Glass has been particularly hard hit because a bottle manufacturing plant in Medford, Mass., shut in March following a decline in sales of national beer brands and craft beers increasing use of cans. The factory, owned by the Ardagh Group, annually bought some 2,000 tons of “cullet,” the industry term for old glass that can be made into new glass, and was by far the largest customer for recycled glass in New England.
This has caused a domino effect, with recycled glass piling up at transfer stations and dumps around the region. There is a push to find other uses for recycled glass, such as grinding it up so it can be a replacement for gravel under roads and in construction projects.

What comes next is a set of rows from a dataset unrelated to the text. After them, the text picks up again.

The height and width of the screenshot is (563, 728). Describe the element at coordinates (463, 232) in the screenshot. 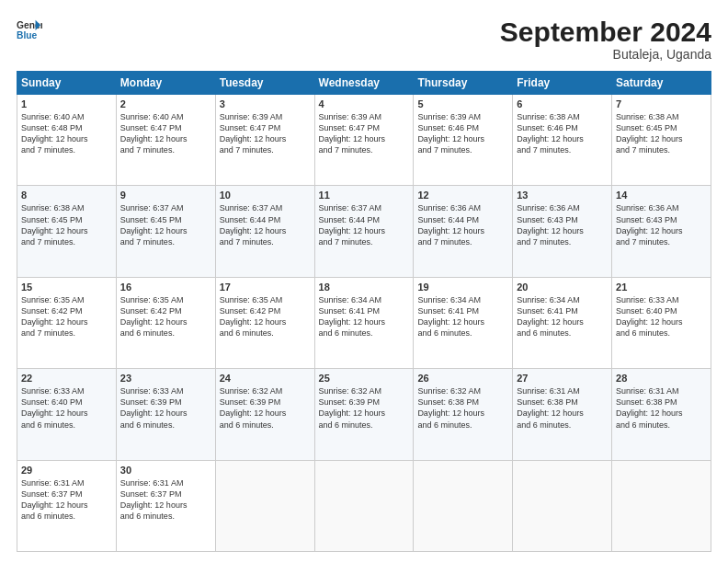

I see `table-row: 12Sunrise: 6:36 AM Sunset: 6:44 PM Dayli…` at that location.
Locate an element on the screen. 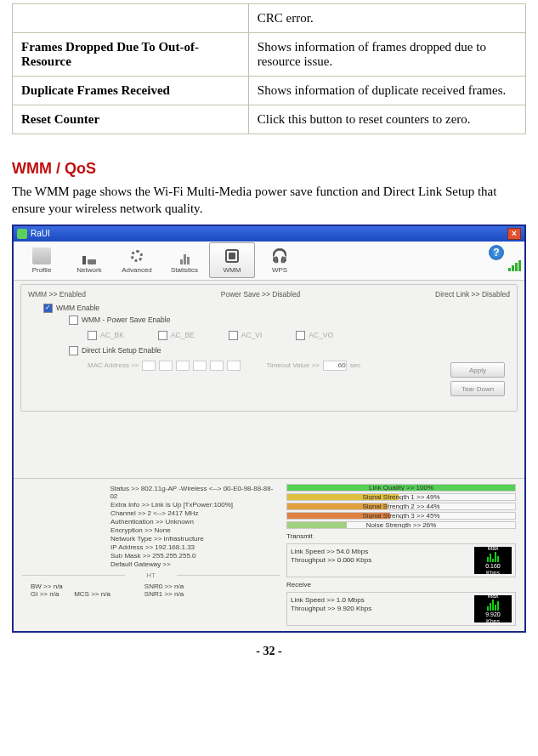 This screenshot has height=756, width=538. info-status: Status >> 802.11g-AP -Wireless <--> 00-E… is located at coordinates (195, 492).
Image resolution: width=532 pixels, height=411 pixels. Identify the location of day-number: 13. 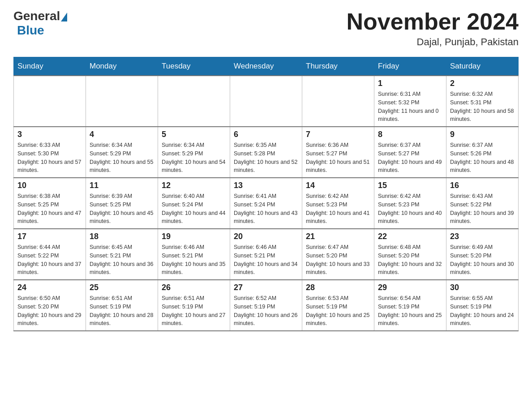
(266, 185).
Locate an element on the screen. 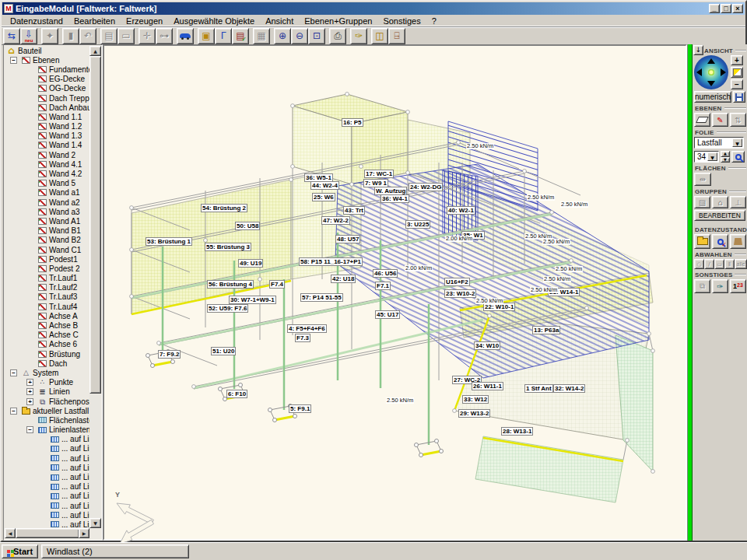  tree-item-linien: +Linien is located at coordinates (47, 392).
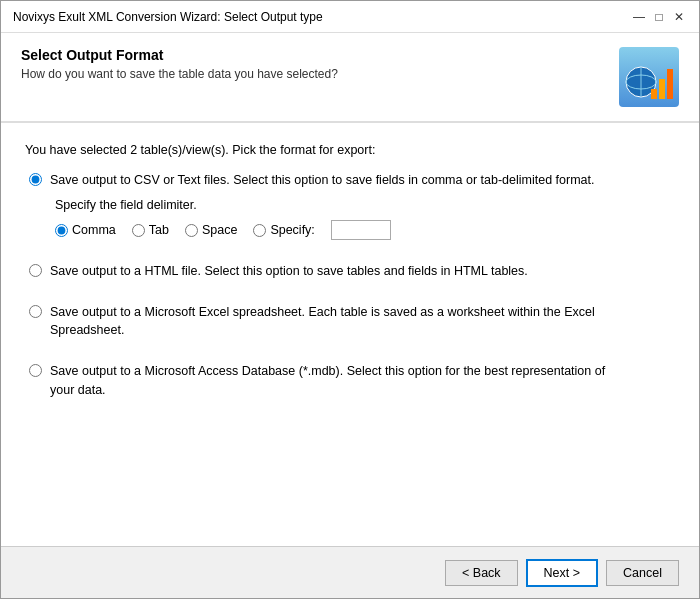 This screenshot has width=700, height=599. What do you see at coordinates (330, 322) in the screenshot?
I see `option-excel-label: Save output to a Microsoft Excel spreads…` at bounding box center [330, 322].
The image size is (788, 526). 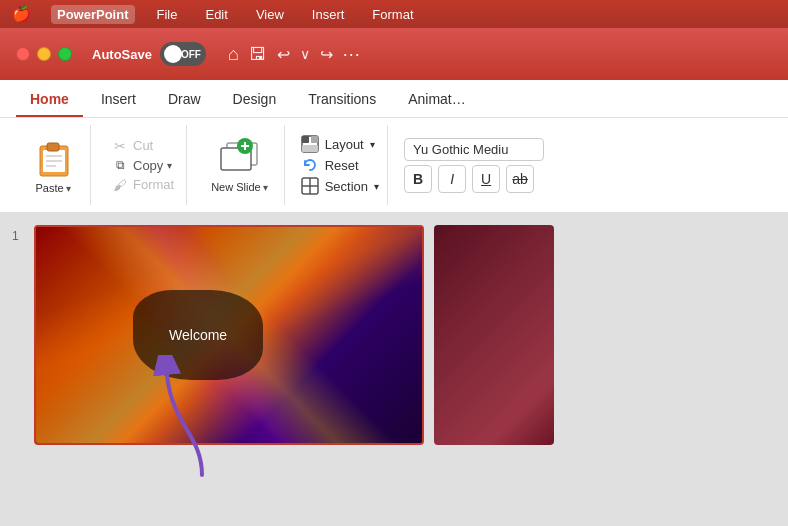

At the Science Cafe New Hampshire discussion Tuesday in Concord, Durfor, of the NRAA, said the economic pressure caused by China might force America to rethink how it makes and uses all products.
“We’ve got to start paying attention and fix this. Don’t make materials that we have to throw away. Don’t make materials that can’t be reused,” he said, adding that the recycling industry is “the last line of defense.”
Michael Nork, an environmental analyst with the state Solid Waste Management Bureau, told Science Cafe that part of the problem is a change in products, such as different types of plastic replacing other materials such as glass or cardboard.
“Single stream was invented at a time when we were recycling the stuff we recycled 20 years ago – cans, bottles, cardboard paper. But now the packaging industry has expanded … it’s a little bit grayer about what is or isn’t recyclable, because the packaging industry has expanded faster than the infrastructure established to handle it,” Nork said.